Monday, October 29, 2012

Rumination and mediation on Fall, a Childhood rememberd, a changing of scenery, and a shifting of the Guard

Fall has always been my favorite season,
bringing me back from the joys of summer (and the ennui)
to the delights of being with peers and friends and mentors
and having structure,
classes to attend,
homework to do,
the fall musical,
preparation for the Christmas concert,
intramuriel sports (although I ran cross country and played basket ball as a freshman, on the frosh-soph teams)
homecoming bonfire,
homecomeing dance (only went to one, and that only because Rebecca Williams became disgruntled with Kieth Mandabach and her best friend Barb Fields had her boy friend Jim Wagner who sang with me in the barbershop quartet for our high school production of The Music Man convince me I should ask Rebecca out and we would double date - which was a great time, plus Jim then recruited me to help him deliver the Sunday papers after the dance, and kept me on to share the route with him, and paid me quite fairly - even split Christmas tips)
choir rehersals,
madrigal practice,
the romances that always ensued co-terminously with the plays,
the one GREAT jazz programs
(Ramswey Lewis my junior year, Oscar Peterson senior year)
the sock hops,
sneaking cigarettes at night,
hanging out with my buddy Kiffer Allen playing ping pong all through the night, 
golfing with dad into the ever-earlier arriving evenings
as we tried to squeeze the last few seconds of sunlight out of the day,
and sometimes could get in an additional 15 minutes
by the reflection of the sun off the moon,
well, yes, those thoughts and remembrances, and yet,
going back, even further back,
to the days and nights and seasons in Streator -
delivering newspapers after school,
collecting for the newspapers on Saturdays,
taking the money into the News Agency,
stopping at the soda place next door to indulge my secret pleasures -
burger, fries, and coke (about $0.40)
and two games of pin ball (another $0.20), and,
in Streator, church services on Sundays
(after mom helped me prepare and pick up the newspapers for early morning delivery) ...
well, fun stuff, and I think of you, and how you had the loveliest smile
I still have a junior high school picture ...
and all our friends, and all the Streator times,
Streator, which always seemed so safe and secure to me,
a place where I believed I belonged, and felt a part of ...
unlike the town we moved to, and where I continue to live,
all these years later, and still feel so out of place,
except that, by the grace of God,
I DO (from time to time) meet members of my own tribe -
people who care for the down-trodden,
folks who will engage a stranger in LONG conversations at the train station,
and even invite a relative stranger to coffee, for more conversation,
and will eventually become as good and dear,
and cherished of friends as I've ever had ...

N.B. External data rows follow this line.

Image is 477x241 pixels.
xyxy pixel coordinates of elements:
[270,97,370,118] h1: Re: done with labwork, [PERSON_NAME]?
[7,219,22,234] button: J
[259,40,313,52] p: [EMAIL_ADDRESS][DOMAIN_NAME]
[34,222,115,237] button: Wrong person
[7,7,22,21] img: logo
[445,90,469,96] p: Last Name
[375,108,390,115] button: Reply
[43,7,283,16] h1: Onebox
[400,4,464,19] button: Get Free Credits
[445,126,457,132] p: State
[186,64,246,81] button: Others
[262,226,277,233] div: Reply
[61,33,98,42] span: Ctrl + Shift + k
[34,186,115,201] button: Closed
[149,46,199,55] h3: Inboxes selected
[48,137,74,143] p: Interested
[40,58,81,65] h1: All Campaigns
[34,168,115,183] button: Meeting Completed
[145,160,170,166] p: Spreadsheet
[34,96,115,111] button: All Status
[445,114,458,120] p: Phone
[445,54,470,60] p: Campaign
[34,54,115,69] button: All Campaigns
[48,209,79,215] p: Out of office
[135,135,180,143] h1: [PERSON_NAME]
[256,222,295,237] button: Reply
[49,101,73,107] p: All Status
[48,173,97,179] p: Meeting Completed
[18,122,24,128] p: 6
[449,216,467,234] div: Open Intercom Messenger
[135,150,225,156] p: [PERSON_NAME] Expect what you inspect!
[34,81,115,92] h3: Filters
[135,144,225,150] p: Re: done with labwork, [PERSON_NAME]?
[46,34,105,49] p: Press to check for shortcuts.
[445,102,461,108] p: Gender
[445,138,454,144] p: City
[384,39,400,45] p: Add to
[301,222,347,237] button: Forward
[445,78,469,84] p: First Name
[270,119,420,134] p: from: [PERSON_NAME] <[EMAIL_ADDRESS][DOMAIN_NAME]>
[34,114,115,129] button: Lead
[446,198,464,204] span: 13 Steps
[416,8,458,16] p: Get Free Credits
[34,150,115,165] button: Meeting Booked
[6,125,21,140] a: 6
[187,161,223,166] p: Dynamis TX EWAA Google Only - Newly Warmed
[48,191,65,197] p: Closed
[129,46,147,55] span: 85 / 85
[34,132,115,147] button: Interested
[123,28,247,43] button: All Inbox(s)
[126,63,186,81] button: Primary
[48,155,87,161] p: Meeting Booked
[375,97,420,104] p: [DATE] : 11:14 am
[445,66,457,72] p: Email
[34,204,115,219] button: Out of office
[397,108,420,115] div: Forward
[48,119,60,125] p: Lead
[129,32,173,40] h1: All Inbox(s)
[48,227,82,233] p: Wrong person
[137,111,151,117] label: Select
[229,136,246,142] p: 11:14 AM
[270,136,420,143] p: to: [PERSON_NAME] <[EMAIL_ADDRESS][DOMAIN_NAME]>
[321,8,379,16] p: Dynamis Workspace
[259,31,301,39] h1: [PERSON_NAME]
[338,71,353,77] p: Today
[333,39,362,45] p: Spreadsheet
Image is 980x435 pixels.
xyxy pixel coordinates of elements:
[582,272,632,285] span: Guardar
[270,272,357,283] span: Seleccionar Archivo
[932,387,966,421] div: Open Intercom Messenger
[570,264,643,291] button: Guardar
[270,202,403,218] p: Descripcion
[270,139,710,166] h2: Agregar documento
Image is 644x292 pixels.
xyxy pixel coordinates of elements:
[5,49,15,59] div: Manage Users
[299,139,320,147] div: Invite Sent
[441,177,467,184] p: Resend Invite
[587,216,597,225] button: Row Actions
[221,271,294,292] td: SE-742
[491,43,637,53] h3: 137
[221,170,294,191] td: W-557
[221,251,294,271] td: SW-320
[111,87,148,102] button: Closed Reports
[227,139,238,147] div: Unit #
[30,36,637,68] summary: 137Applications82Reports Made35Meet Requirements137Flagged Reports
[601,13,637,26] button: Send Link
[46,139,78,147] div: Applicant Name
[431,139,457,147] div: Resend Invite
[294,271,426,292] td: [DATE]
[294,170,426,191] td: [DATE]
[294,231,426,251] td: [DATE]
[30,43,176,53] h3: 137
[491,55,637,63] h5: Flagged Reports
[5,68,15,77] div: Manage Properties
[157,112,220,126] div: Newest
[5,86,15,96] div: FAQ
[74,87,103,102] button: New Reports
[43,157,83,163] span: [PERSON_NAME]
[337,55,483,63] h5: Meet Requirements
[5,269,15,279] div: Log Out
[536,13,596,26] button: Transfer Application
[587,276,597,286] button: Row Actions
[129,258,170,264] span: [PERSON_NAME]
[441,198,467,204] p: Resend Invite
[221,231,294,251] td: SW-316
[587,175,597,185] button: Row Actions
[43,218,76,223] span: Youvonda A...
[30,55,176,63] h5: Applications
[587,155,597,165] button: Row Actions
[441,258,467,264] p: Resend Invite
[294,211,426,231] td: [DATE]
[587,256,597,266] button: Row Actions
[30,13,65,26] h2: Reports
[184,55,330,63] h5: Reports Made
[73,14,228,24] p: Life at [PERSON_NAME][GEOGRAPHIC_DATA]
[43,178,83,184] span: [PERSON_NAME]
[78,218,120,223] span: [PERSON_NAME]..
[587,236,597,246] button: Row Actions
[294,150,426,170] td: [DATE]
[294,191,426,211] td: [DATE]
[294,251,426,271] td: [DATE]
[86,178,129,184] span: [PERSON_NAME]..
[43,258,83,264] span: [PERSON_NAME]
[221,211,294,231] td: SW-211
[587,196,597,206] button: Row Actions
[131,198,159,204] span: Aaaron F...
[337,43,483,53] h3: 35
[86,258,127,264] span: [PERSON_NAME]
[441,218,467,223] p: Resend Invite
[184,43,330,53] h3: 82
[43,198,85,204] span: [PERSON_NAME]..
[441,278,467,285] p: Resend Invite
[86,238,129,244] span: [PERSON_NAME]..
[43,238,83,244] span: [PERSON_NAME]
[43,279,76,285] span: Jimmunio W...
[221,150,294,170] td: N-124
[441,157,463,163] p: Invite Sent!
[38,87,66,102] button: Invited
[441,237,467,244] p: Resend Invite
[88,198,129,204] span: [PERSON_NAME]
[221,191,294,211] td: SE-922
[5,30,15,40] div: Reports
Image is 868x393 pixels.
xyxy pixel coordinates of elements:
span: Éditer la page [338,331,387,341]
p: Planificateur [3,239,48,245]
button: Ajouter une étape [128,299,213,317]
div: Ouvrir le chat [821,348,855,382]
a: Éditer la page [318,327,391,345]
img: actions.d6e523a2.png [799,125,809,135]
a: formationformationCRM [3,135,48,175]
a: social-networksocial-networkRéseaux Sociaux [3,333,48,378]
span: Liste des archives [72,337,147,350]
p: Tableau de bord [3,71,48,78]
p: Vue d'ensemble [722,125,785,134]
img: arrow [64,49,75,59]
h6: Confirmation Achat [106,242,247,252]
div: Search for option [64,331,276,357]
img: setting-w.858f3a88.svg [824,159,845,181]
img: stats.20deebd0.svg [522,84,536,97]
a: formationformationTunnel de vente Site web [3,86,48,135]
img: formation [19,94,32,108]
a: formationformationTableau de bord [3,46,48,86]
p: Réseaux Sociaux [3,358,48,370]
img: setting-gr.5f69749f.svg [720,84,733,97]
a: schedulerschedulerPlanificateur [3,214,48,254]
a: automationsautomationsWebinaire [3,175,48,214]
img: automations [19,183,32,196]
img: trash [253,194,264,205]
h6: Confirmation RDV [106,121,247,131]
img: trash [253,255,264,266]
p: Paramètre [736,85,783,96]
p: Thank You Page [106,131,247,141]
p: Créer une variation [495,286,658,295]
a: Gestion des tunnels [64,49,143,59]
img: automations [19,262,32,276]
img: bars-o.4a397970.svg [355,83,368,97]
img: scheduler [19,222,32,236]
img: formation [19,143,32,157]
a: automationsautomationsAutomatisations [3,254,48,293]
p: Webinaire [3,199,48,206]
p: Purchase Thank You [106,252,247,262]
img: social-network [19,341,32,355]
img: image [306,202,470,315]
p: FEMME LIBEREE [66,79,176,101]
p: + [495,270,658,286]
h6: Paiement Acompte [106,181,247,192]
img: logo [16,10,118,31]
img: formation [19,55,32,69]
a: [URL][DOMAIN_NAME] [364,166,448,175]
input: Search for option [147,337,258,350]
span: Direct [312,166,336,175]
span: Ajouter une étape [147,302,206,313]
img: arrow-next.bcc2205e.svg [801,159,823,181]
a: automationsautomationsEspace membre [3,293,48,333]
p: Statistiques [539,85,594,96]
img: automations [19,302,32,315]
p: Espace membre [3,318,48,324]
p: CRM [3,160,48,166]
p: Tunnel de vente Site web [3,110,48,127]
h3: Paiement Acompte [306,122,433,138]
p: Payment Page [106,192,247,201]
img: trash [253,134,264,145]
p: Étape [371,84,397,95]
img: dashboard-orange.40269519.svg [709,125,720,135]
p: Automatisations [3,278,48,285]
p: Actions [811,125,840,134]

and yet ... I cannot wait to leave,
to leave this part of my life behind, to leave behind so many people
(most especially family and former friends)
who had no problem accepting me during
my months upon months of depression and wall flower shrinking,
but who had nothing BUT problems accepting that
I would (eventually) exit the funk and emerge with epiphanies
that they not only did not want to have me share,
but felt were evidence of an illness;
an illness that cannot be located in the body,
but is said to reside in the mind (which also cannot be located in the body) 
but is merely a Freudian construct, consisting of id, ego, and super-ego,
if you're willing to buy into that kind of thing) ...
and thus I hunger, for a place where I am accepted for what I do,
and not despised for what I say,
and where people can separate word from deed.

And yet, even still, I encounter (almost as if by magic)
someone who cared about me and believed in me
way back when I most needed
someone to care about me and believe in me,
way back when, and they are happy to see me,
and I am happy to see them,
and then we share our stories, and, oh good Lord,
but how they have suffered, and sometimes they cry,
and want to apologize, and I always tell them,

"you never have to apologize for crying, especially not to me ...
"tears are how God helps us get through our grief and sorrow,
"tears are how we are able to purge ourselves of our great pain
"over our great losses ... which are after all, so much a part of life ...
"the losses,
"that when we have those small, tender, and precious
"moments of bonhomie, and that safe feeling comes around again
"and descends upon us, as if once more, we were young children,
"safe in Streator, it is a blessing, almost beyond which words can describe."




As always,

Good health, peace, and blessings upon you, and also upon all of the ones you love, and also unto all of them that love you.